Identifiers are lexical tokens that provide a way to reference language entities. These can be variables, types, labels, functions, arguments etc. They are essential to any kind of symbolic processing.
In most programming languages identifiers have predefined structure (pattern). This allows the lexer to match them with no ambiguity. The same is true for other tokens of the language (keywords, literals, operators etc.) The pattern used for the identifiers should be flexible enough to ensure enough freedom when naming entities but in the same time it should enforce some restrictions that differentiate identifiers from other tokens.
In SCL we have two types of identifiers:
Standard identifiers - start with a letter and can contain letters, digits and underscore. These are the identifiers that we intuitively use for naming our variables and everything else in the code.
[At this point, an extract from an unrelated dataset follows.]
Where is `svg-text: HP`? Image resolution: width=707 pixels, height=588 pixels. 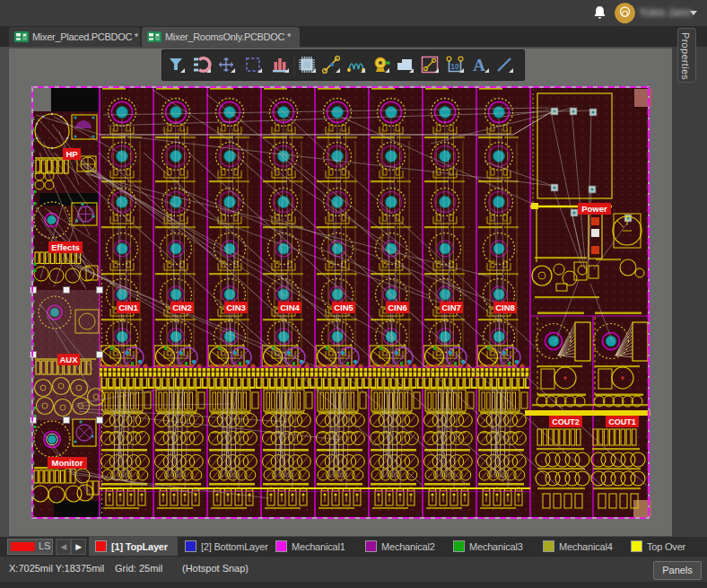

Then we reference the variables in the code with a '#' token like this:
2. Quoted identifiers - these allow for a custom naming convention to be applied on the names in SCL. In order to do so the names are surrounded with quotation marks. Between the quotation marks you may have pretty much any symbol you like but still there are some restrictions. White spaces, tabs and new lines are not allowed.
In the code we reference the variable like this:
There are cases when the language enforces the usage of quoted identifiers.
When calling a custom function (a function in the SCL Vault).
When using a custom UDT/FB (again in the SCL Vault)
When referencing global data blocks ( "DB".field ) . For now we don't have such a use case in Process Simulate.
Note: Quoted identifiers are often used when the user needs to automatically connect existing signals to the SCL block based on a custom naming convention.
The downside of them is that they tend to make the code rather unreadable.